Saturday, February 05, 2005

To amplify?

Photo

Or not? The question, posed by James Fenton in this week’s Guardian Review (a books magazine, and one of the best ‘free’ offerings around) interests me. Do we want our actors to appear unassisted? I’d say yes. When I go to the theatre, I want the human–sized, attention–sized, attention–filled, intimate atmosphere of a theatre — hence no speakers needed. If I want amplified drama (and I often do) I turn to my DVD collection, or the cinema. It’s the same with music. However well–recorded your CD, however good your HiFi, you are listening to a layer of machinery between your ears and the musician and room (or hall, church, wherever). Classical music: I nearly always prefer a live performance. ‘Popular’ music: I nearly always prefer a CD.

If reading a gentle, readable, cultured poet (heh, and that’s not me, it’s James Fenton!) who’s writing about a subject dear to him isn’t enough for you, what about a Thing? Inspired by the Review’s photo of an amphitheatre, I remembered looking at the Third Reich in Ruins site (filled with photos of, and info about, the remaining architecture of Nazi Germany). Thingstätte (Thing arenas) were open–air arenas modelled on Roman amphitheatres.

In 1934 the Nazi Propaganda Ministry under Joseph Goebbels began a movement based on the “Blut und Boden” (Blood and Soil) ideology — the so–called “Thing” movement. A Thing was an ancient Nordic/Germanic gathering of the people, in an outdoor setting. The Nazi Thing gatherings were to be held in specially–constructed outdoor amphitheaters, called (in the singular) Thingplatz or Thingstätte. Here, the people would gather for Völkisch meetings and to view theater and propaganda presentations written especially for the Thing style. The Thing sites were to be built as much as possible in a natural setting, incorporating rocks, trees, water bodies, ruins, and hills of some historical or mythical significance.

Leaving the hateful ideology which led to these places completely aside, I think they are a superb marriage of landscape and architecture, although I react to them with the same sense of the sinister which this blogger (superb photos of the Heidelberg site) senses. Had any other country built them, they would be justly popular to this day and ideal for theatre, music or poetry. Hmm.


## What is being asked
In the copy, every record below must appear exactly as given, and no picture may appear.

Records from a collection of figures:
▬▬▬▬▬▬

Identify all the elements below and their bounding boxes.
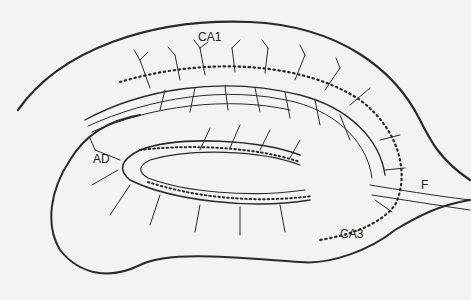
label-ca3: CA3 — [340, 227, 363, 241]
label-ad: AD — [93, 152, 110, 166]
hippocampus-diagram: CA1 CA3 AD F — [0, 0, 471, 300]
label-f: F — [421, 178, 428, 192]
hippocampus-drawing — [0, 0, 471, 300]
label-ca1: CA1 — [198, 30, 221, 44]
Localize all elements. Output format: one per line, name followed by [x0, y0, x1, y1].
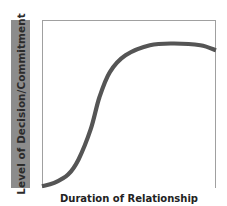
plot-area: [0, 0, 227, 206]
commitment-curve: [42, 44, 216, 187]
x-axis-label: Duration of Relationship: [42, 193, 216, 204]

▬▬▬▬▬▬

## Answer section
Identify all the elements below and their bounding boxes.
label-ca3: CA3 — [340, 227, 363, 241]
label-ad: AD — [93, 152, 110, 166]
hippocampus-diagram: CA1 CA3 AD F — [0, 0, 471, 300]
label-f: F — [421, 178, 428, 192]
hippocampus-drawing — [0, 0, 471, 300]
label-ca1: CA1 — [198, 30, 221, 44]
Localize all elements. Output format: one per line, name followed by [x0, y0, x1, y1].
plot-area: [0, 0, 227, 206]
commitment-curve: [42, 44, 216, 187]
x-axis-label: Duration of Relationship: [42, 193, 216, 204]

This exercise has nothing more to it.